Photo by Lesly Deschler-Canossi

Photo by Lesly Deschler-Canossi

There’s something about the number three: a third album containing three songs, written after the third occurrence of the same injury, and perhaps there is something charmed in all of it.

            Katie Mullins’ digital triptych, elegantly entitled, Three Songs, happens also to be the result of having no intention to write or sing again. Following the third time she hemorrhaged her left vocal chord, a 10-day initiation into the world of meditation, a seemingly miraculous healing, and a fallow period of musical output, this mini collection of songs “flowed involuntarily,” says Mullins, “during winter walks from one teaching gig to the next.”

            The unexpected return to music making yielded songs which are anything but trivial. The first, “Crocuses,” co-produced and engineered by Shahzad Ismaily at Figure 8 Studios in Brooklyn, portrays the stark beauty of an unlikely pairing — snow on the first flowers of spring — followed by a verse about light coming into the room. It was one of those songs that Mullins says, “spilled” out of her; “a healing mantra lifted from the mundane but profound images I saw around me that March.” The next two songs were co-produced with Roarke Menzies, and engineered by Sam Wadsworth at Japam Studios in Brooklyn where Mullins recorded her second full length, Wedding (2013) — an album met with critical acclaim that highlighted her inimitable sound: “a singer-songwriter — just not in the way you might think,” with a single which, “features her clear and ringing voice, both in the melody and in a glowing overdubbed chorus.” (John Schaefer of WNYC’s Soundcheck)

            On Three Songs, slated for release on October 26th, 2018, Mullins takes these glowing overdubbed choruses to another level. One fan has described Mullins’ sound as “Joni Mitchell meets Meredith Monk meets Linda Perhacs.” Author Paul Rome, a friend and collaborator of Mullins, describes the experience of her music as, “clear, direct, intimate, generous: a warm, powerful voice over fluid patterns. One is part of a ritual that feels ancient or perhaps timeless. Storytelling. There is a moment in every song that is never precisely as one expects.”  

            Mullins’ powerful voice emerges from six years of performing opera in Germany, and a three-year stint at the Komische Oper in the city of Berlin, where she lived for the majority of her twenties. In 2017, in search of a slower pace of life, and the possibility of daily walks in the mountains, Mullins began splitting her time between her Brooklyn home of 13 years, and upstate NY. The change comes through in her writing, which is rich with natural imagery but sparse in instrumentation.

            The songs on this album reflect her longing to exist in places that offer silence and solitude, and room for contemplation and perspective. They are the prelude to a full-length release, still in the works, but for now, she offers us Three Songs, a brief but expansive reintroduction to her lush yet minimalistic songs, and an enticing preview of a dozen more on the way.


What the task requires →
Only lines containing "axis" are wanted from the data below. Copy those lines.

-- Information supplied follows --

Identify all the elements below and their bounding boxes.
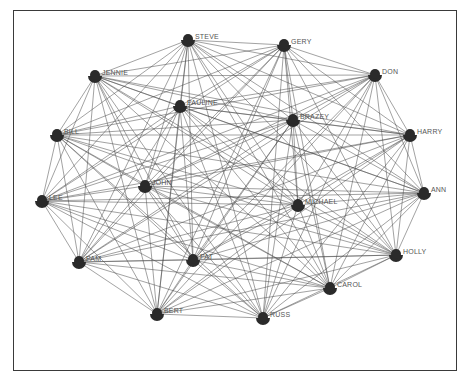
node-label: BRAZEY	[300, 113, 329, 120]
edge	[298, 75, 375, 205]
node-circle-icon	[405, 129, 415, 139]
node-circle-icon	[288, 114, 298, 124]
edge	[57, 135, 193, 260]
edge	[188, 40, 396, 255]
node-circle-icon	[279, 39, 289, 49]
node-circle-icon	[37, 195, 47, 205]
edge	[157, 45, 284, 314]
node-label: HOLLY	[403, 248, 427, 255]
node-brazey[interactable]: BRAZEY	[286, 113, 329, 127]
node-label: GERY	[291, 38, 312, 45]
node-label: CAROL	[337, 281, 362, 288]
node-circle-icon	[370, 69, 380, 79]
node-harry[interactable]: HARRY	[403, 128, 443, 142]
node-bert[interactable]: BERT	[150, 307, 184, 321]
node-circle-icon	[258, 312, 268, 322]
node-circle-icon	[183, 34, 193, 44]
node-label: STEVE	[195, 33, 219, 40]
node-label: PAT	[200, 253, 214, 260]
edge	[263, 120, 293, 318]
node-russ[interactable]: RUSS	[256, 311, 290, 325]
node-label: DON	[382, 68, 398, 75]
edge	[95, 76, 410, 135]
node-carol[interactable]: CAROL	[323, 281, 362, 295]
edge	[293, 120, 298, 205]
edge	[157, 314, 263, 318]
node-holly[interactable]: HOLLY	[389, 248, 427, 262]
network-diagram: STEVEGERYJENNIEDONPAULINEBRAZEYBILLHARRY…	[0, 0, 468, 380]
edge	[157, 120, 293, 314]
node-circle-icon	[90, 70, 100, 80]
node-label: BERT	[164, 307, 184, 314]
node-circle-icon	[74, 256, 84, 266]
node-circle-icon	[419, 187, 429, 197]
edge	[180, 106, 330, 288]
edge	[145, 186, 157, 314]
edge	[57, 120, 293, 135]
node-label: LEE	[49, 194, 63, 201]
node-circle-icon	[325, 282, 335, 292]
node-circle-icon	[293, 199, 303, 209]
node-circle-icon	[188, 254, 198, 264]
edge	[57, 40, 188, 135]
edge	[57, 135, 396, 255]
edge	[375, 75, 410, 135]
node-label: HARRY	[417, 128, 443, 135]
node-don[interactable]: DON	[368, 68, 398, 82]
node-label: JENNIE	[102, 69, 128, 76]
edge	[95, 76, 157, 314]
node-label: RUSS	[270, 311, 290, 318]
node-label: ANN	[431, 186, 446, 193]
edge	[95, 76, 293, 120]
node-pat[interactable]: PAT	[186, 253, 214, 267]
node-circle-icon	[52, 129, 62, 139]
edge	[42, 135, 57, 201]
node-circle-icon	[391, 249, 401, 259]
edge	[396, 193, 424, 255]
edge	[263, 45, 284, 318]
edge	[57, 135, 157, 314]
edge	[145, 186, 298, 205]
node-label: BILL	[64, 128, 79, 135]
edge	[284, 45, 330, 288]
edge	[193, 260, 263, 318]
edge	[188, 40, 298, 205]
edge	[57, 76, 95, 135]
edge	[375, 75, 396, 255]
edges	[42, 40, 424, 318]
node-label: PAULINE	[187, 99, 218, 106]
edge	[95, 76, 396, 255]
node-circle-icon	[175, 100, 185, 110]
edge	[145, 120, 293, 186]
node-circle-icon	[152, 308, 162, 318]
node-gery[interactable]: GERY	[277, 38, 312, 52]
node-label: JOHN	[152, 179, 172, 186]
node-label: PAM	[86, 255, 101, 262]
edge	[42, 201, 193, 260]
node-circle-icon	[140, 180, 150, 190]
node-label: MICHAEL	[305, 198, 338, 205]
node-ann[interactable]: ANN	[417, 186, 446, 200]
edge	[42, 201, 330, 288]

-- Information supplied concluded --
-- Information supplied follows --

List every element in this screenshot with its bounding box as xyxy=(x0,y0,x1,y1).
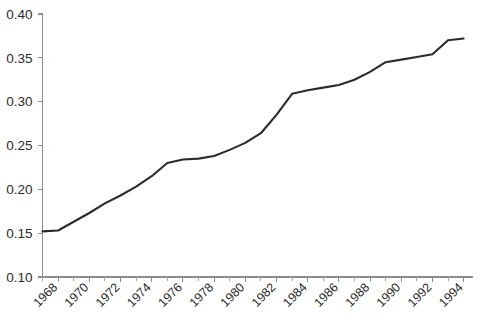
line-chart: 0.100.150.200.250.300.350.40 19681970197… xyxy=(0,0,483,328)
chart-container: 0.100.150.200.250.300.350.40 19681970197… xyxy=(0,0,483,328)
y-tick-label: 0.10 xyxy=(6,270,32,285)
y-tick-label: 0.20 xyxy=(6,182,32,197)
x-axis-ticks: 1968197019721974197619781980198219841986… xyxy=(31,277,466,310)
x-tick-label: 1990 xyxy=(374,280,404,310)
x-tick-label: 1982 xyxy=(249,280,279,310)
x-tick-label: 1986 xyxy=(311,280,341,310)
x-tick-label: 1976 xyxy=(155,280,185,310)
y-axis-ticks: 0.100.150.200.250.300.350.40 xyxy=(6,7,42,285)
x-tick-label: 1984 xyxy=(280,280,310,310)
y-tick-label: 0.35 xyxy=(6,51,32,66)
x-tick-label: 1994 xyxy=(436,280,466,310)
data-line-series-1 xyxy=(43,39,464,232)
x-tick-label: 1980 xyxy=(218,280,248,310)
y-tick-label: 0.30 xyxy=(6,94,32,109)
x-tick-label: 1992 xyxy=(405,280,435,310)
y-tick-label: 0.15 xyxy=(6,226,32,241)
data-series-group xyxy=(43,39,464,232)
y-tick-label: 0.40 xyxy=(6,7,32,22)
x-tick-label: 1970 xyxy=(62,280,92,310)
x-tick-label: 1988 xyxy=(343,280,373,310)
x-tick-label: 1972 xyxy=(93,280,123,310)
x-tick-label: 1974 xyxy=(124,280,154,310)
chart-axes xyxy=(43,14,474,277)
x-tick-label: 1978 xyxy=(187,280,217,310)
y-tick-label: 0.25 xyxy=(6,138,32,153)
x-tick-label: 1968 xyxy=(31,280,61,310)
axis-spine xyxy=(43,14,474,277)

-- Information supplied concluded --

Response area →
x-axis-ticks: 1968197019721974197619781980198219841986… xyxy=(31,277,466,310)
y-axis-ticks: 0.100.150.200.250.300.350.40 xyxy=(6,7,42,285)
axis-spine xyxy=(43,14,474,277)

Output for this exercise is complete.